Warner Bros. Discovery is telling developers it plans to start “retiring” games published by its Adult Swim Games label, game makers who worked with the publisher tell Polygon. At least three games are under threat of being removed from Steam and other digital stores, with the fate of other games published by Adult Swim unclear.

The media conglomerate’s planned removal of those games echoes cuts from its film and television business; Warner Bros. Discovery infamously scrapped plans to release nearly complete movies Batgirl and Coyote vs. Acme, and removed multiple series from its streaming services. If Warner Bros. does go through with plans to delist Adult Swim’s games from Steam and digital console stores, 18 or more games could be affected.

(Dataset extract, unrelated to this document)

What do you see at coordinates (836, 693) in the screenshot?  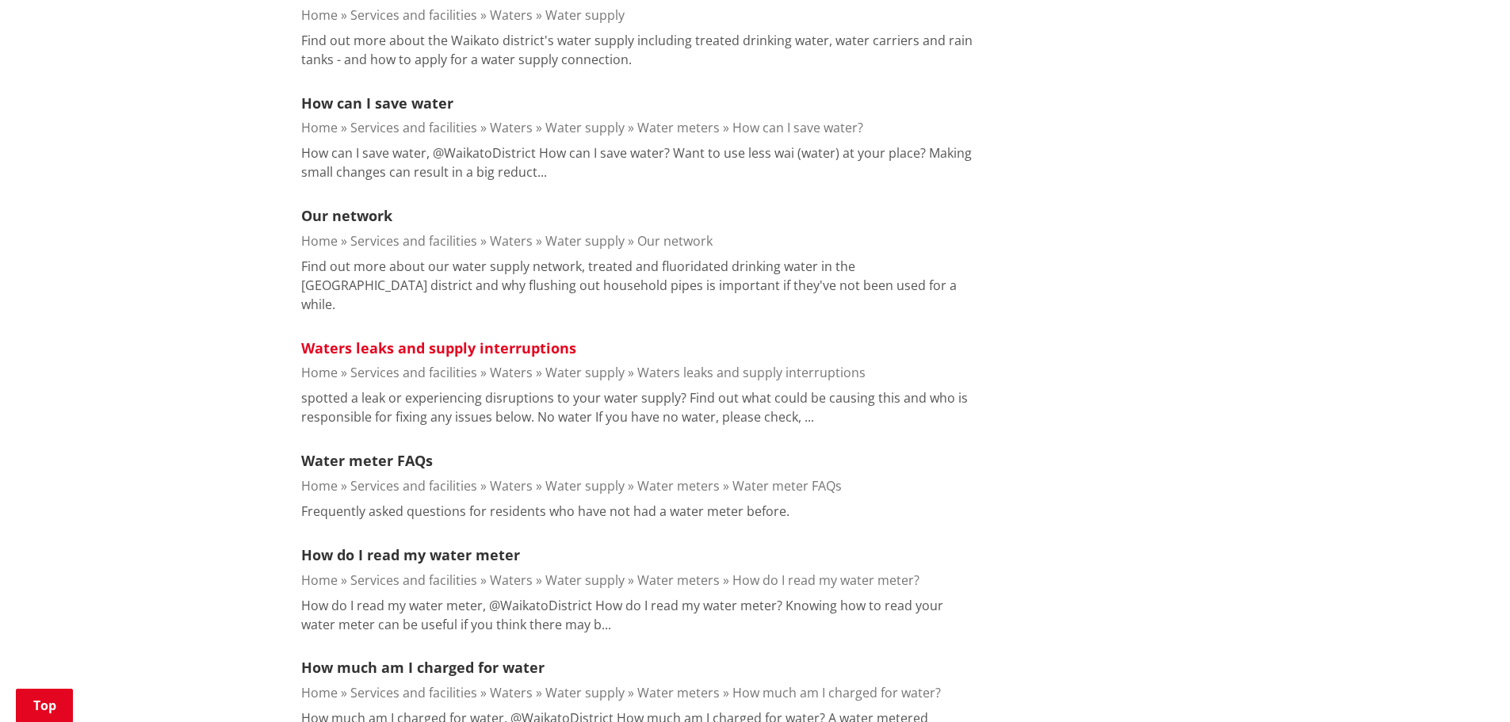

News of the Warner Bros. plan to potentially pull Adult Swim’s games from Steam and the PlayStation Store was first reported by developer Owen Reedy, who released puzzle-adventure game Small Radios Big Televisions through the label in 2016. Reedy said on X Tuesday the game was being “retired” by Adult Swim Games’ owner. He responded to the company’s decision by making the Windows PC version of Small Radios Big Televisions available to download for free from his studio’s website.

    • @[email protected]
      link
      fedilink
      English
      2
      edit-2
      9 months ago

      Because it in its entirety can be run with a disk reader and associated hardware. At most it might ask for a license code, but otherwise any physical game or video that needs online connection via a proprietary app is just a digital good with extra steps.

      • @[email protected]
        link
        fedilink
        English
        39 months ago

        So the issue is about having DRM, not whether it’s sold on physical media or not. Digital games don’t necessarily need to have DRM either.

        • @[email protected]
          link
          fedilink
          English
          29 months ago

          How’s this for digital rights management: Warner Bros is erasing games from online retailers entirely. Which they cannot do with physical media.

          You must have forgotten where you even were.

          • @[email protected]
            link
            fedilink
            English
            5
            edit-2
            9 months ago

            And if you have the game downloaded, you still have the files. Just as much as you have a disk.

            On the other hand, disks stop being produced far sooner than digital games stop being sold/hosted.

            • @[email protected]
              link
              fedilink
              English
              29 months ago

              If you download the game through a client or other proprietary software then in all likelyhood it does not function without that client. Meaning you don’t have the game. You have a fragment of the game.